Mr. Tavenner. Did you engage in any Communist Party activities during that period?

Mr. Dennett. That is a question that is open to dispute. I didn’t think that I did. But the company commander thought that I did. So he proceeded to have me expelled from the CCC.

Mr. Tavenner. What was the nature of the activity in which you did engage and which resulted in your expulsion?

Mr. Dennett. When I became a member of the CCC there was provision for the Army to administer the camps, the Forest Service to administer the work, and for an educational director to supervise the training. And there was provision for an educational director to have an assistant who could be selected from among those enlistees who were a part of the company. I was chosen as the assistant educational director.

Mr. Tavenner. Were you advised by the Communist Party to get into the CCC camps for any propaganda purpose?

Mr. Dennett. No; I was not. On the contrary, in my instance, they said, “You had better stay away from that Fascist outfit because it is just a place where they are going to give military training and get ready for the next imperialist war, and we don’t want you to be in it.”

Mr. Moulder. Wasn’t it in the nature of a relief program?

Mr. Dennett. Yes.

Mr. Moulder. And naturally the Communist Party was opposed to the relief program, and wanted people generally to stay in the depression. Wasn’t that the policy or wishes of the Communist Party?

Mr. Dennett. That would be one way of putting it, and probably the way that many people viewed it. I didn’t look at it that way myself at that time. But I can’t dispute that point of view. The point that I started to speak of was that I was selected as the assistant educational director, and, frankly, I took quite seriously the literature which was sent from the United States Office of Education to the camps.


Exercise instructions
Return all of the entries exactly as written.

Material for the task
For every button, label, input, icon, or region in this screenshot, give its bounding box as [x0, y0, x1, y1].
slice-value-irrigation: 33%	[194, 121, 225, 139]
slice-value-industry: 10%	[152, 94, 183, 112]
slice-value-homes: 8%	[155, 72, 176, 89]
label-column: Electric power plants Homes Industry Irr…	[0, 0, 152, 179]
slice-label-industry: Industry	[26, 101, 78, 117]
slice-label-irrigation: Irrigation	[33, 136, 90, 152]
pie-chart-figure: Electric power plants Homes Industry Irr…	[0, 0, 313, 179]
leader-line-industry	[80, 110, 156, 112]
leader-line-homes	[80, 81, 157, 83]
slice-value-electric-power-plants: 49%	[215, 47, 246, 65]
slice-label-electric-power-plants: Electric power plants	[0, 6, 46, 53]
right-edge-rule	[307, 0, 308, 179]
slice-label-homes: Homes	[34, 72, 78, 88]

Solution to this problem
For every button, label, input, icon, or region in this screenshot, give its bounding box as [x0, y0, x1, y1].
slice-value-irrigation: 33%	[194, 121, 225, 139]
slice-value-industry: 10%	[152, 94, 183, 112]
slice-value-homes: 8%	[155, 72, 176, 89]
label-column: Electric power plants Homes Industry Irr…	[0, 0, 152, 179]
slice-label-industry: Industry	[26, 101, 78, 117]
slice-label-irrigation: Irrigation	[33, 136, 90, 152]
pie-chart-figure: Electric power plants Homes Industry Irr…	[0, 0, 313, 179]
leader-line-industry	[80, 110, 156, 112]
leader-line-homes	[80, 81, 157, 83]
slice-value-electric-power-plants: 49%	[215, 47, 246, 65]
slice-label-electric-power-plants: Electric power plants	[0, 6, 46, 53]
right-edge-rule	[307, 0, 308, 179]
slice-label-homes: Homes	[34, 72, 78, 88]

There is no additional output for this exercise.